## Exercise
Your answer must be an exact transcription of every record.

(Data extracted from a collection)
——————————

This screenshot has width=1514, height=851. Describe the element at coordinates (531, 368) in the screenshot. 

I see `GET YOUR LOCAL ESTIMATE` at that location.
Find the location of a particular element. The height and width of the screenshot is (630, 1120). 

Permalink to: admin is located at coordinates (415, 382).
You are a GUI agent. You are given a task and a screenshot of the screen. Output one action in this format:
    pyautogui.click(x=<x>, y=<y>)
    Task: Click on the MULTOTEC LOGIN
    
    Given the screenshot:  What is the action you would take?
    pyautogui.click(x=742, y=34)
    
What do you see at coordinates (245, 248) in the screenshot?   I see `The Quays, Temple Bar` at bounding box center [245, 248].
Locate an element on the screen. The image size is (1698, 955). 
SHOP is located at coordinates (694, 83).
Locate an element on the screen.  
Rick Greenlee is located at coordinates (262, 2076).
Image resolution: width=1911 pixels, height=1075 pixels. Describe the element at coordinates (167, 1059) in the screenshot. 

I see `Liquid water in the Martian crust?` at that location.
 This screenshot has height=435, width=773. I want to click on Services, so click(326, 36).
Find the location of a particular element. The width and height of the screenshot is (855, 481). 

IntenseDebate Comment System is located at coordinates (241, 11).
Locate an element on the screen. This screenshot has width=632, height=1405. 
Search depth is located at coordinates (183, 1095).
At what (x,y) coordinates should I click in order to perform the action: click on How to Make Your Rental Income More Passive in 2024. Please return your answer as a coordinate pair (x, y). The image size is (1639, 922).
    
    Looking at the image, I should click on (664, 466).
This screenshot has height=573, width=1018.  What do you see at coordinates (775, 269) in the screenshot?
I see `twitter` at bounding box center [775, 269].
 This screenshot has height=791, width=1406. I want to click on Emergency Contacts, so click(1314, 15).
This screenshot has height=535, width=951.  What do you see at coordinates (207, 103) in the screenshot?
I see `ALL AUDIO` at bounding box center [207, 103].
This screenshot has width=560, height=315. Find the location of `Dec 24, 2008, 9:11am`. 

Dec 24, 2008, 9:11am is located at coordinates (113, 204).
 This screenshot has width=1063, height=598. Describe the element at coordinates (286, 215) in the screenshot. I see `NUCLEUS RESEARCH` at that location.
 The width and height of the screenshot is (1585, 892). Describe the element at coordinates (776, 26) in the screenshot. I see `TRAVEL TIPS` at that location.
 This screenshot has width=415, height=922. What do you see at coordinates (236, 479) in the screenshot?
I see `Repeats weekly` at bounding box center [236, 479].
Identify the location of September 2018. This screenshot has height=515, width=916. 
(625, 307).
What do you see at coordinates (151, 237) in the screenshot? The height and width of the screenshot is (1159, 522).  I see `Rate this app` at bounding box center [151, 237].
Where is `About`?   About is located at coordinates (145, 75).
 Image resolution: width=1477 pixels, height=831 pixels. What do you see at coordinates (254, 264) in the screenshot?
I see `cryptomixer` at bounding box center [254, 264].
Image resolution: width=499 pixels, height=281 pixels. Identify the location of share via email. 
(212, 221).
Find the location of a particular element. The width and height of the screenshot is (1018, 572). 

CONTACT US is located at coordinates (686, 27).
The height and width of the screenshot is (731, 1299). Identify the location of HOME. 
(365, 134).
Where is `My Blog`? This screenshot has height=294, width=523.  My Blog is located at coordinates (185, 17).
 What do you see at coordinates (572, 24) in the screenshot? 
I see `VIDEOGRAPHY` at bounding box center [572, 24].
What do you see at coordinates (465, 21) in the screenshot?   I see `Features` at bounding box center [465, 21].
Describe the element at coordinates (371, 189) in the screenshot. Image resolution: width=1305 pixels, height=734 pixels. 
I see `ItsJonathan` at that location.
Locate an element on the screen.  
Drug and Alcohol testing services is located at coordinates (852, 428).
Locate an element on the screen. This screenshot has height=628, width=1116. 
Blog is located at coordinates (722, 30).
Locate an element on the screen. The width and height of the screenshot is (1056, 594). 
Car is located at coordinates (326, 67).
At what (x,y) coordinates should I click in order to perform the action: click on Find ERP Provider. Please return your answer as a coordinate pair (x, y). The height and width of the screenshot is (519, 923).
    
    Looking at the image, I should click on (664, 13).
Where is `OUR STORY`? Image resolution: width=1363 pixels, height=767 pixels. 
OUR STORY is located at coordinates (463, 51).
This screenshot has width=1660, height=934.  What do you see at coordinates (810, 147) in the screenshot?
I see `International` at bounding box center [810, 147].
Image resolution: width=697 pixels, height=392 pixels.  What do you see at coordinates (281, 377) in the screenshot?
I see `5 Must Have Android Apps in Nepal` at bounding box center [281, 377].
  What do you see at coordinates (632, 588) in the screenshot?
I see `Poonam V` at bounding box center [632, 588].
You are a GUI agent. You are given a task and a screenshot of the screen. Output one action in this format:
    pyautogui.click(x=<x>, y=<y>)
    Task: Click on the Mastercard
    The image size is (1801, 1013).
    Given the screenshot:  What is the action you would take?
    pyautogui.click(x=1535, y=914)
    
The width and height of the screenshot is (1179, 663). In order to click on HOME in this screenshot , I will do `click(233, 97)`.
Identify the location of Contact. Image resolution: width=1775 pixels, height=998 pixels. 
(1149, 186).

——————————

## Output for this exercise
This screenshot has width=1514, height=851. Describe the element at coordinates (531, 368) in the screenshot. 

I see `GET YOUR LOCAL ESTIMATE` at that location.
Find the location of a particular element. The height and width of the screenshot is (630, 1120). 

Permalink to: admin is located at coordinates (415, 382).
You are a GUI agent. You are given a task and a screenshot of the screen. Output one action in this format:
    pyautogui.click(x=<x>, y=<y>)
    Task: Click on the MULTOTEC LOGIN
    
    Given the screenshot:  What is the action you would take?
    pyautogui.click(x=742, y=34)
    
What do you see at coordinates (245, 248) in the screenshot?   I see `The Quays, Temple Bar` at bounding box center [245, 248].
Locate an element on the screen. The image size is (1698, 955). 
SHOP is located at coordinates (694, 83).
Locate an element on the screen.  
Rick Greenlee is located at coordinates (262, 2076).
Image resolution: width=1911 pixels, height=1075 pixels. Describe the element at coordinates (167, 1059) in the screenshot. 

I see `Liquid water in the Martian crust?` at that location.
 This screenshot has height=435, width=773. I want to click on Services, so click(326, 36).
Find the location of a particular element. The width and height of the screenshot is (855, 481). 

IntenseDebate Comment System is located at coordinates (241, 11).
Locate an element on the screen. This screenshot has width=632, height=1405. 
Search depth is located at coordinates (183, 1095).
At what (x,y) coordinates should I click in order to perform the action: click on How to Make Your Rental Income More Passive in 2024. Please return your answer as a coordinate pair (x, y). The image size is (1639, 922).
    
    Looking at the image, I should click on (664, 466).
This screenshot has height=573, width=1018.  What do you see at coordinates (775, 269) in the screenshot?
I see `twitter` at bounding box center [775, 269].
 This screenshot has height=791, width=1406. I want to click on Emergency Contacts, so click(1314, 15).
This screenshot has height=535, width=951.  What do you see at coordinates (207, 103) in the screenshot?
I see `ALL AUDIO` at bounding box center [207, 103].
This screenshot has width=560, height=315. Find the location of `Dec 24, 2008, 9:11am`. 

Dec 24, 2008, 9:11am is located at coordinates (113, 204).
 This screenshot has width=1063, height=598. Describe the element at coordinates (286, 215) in the screenshot. I see `NUCLEUS RESEARCH` at that location.
 The width and height of the screenshot is (1585, 892). Describe the element at coordinates (776, 26) in the screenshot. I see `TRAVEL TIPS` at that location.
 This screenshot has width=415, height=922. What do you see at coordinates (236, 479) in the screenshot?
I see `Repeats weekly` at bounding box center [236, 479].
Identify the location of September 2018. This screenshot has height=515, width=916. 
(625, 307).
What do you see at coordinates (151, 237) in the screenshot? The height and width of the screenshot is (1159, 522).  I see `Rate this app` at bounding box center [151, 237].
Where is `About`?   About is located at coordinates (145, 75).
 Image resolution: width=1477 pixels, height=831 pixels. What do you see at coordinates (254, 264) in the screenshot?
I see `cryptomixer` at bounding box center [254, 264].
Image resolution: width=499 pixels, height=281 pixels. Identify the location of share via email. 
(212, 221).
Find the location of a particular element. The width and height of the screenshot is (1018, 572). 

CONTACT US is located at coordinates (686, 27).
The height and width of the screenshot is (731, 1299). Identify the location of HOME. 
(365, 134).
Where is `My Blog`? This screenshot has height=294, width=523.  My Blog is located at coordinates (185, 17).
 What do you see at coordinates (572, 24) in the screenshot? 
I see `VIDEOGRAPHY` at bounding box center [572, 24].
What do you see at coordinates (465, 21) in the screenshot?   I see `Features` at bounding box center [465, 21].
Describe the element at coordinates (371, 189) in the screenshot. Image resolution: width=1305 pixels, height=734 pixels. 
I see `ItsJonathan` at that location.
Locate an element on the screen.  
Drug and Alcohol testing services is located at coordinates (852, 428).
Locate an element on the screen. This screenshot has height=628, width=1116. 
Blog is located at coordinates (722, 30).
Locate an element on the screen. The width and height of the screenshot is (1056, 594). 
Car is located at coordinates (326, 67).
At what (x,y) coordinates should I click in order to perform the action: click on Find ERP Provider. Please return your answer as a coordinate pair (x, y). The height and width of the screenshot is (519, 923).
    
    Looking at the image, I should click on (664, 13).
Where is `OUR STORY`? Image resolution: width=1363 pixels, height=767 pixels. 
OUR STORY is located at coordinates (463, 51).
This screenshot has width=1660, height=934.  What do you see at coordinates (810, 147) in the screenshot?
I see `International` at bounding box center [810, 147].
Image resolution: width=697 pixels, height=392 pixels.  What do you see at coordinates (281, 377) in the screenshot?
I see `5 Must Have Android Apps in Nepal` at bounding box center [281, 377].
  What do you see at coordinates (632, 588) in the screenshot?
I see `Poonam V` at bounding box center [632, 588].
You are a GUI agent. You are given a task and a screenshot of the screen. Output one action in this format:
    pyautogui.click(x=<x>, y=<y>)
    Task: Click on the Mastercard
    The image size is (1801, 1013).
    Given the screenshot:  What is the action you would take?
    pyautogui.click(x=1535, y=914)
    
The width and height of the screenshot is (1179, 663). In order to click on HOME in this screenshot , I will do `click(233, 97)`.
Identify the location of Contact. Image resolution: width=1775 pixels, height=998 pixels. 
(1149, 186).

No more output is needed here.